On October 7th, the Nobel Peace Prize was awarded to Ellen Johnson Sirleaf, Leymah Gbowee, and Tawakul Karman, three women who have worked to foster peace and gender equality in Africa and the Arab world. Johnson Sirleaf, the President of Liberia, and Gbowee, a Liberian peace activist, are both featured in the film Pray the Devil Back to Hell, which aired on October 18th on PBS as part of the “Women, War and Peace” series.
Posts Tagged ‘Liberia’
Nobel Peace Prize winners featured on PBS series “Women, War and Peace”
posted by Annie Hardison-MoodyWhat Esther did for her people
posted by Annie Hardison-MoodyEarly 2011 will mark the first US television broadcast of the critically acclaimed documentary Pray the Devil Back to Hell. Released in 2008, Pray the Devil back to Hell awakened a global audience to the work of the women of Liberia in bringing about peace in their country after a fourteen-year civil war. The film chronicles Christian and Muslim women’s combined efforts to peacefully protest the war, demonstrating that women are active participants in peacebuilding work and that religious traditions and beliefs can be a vital resource for peace and reconciliation.

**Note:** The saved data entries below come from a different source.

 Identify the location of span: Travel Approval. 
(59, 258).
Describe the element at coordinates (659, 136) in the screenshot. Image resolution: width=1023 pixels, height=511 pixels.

War crimes, politics, and being changed by faith
posted by Annie Hardison-MoodyAlthough Charles Taylor is currently on trial for allegedly funding and fueling the civil war in neighboring Sierra Leone, the question of criminal trials for war crimes in Liberia has been hotly debated since the release of the Liberian Truth and Reconciliation Commission (TRC) final report in 2009. . . . While some argue that a war crimes tribunal would cost the Liberian people and government a great deal of time and money, others question the connection between reconciliation and a war crimes tribunal on religious grounds.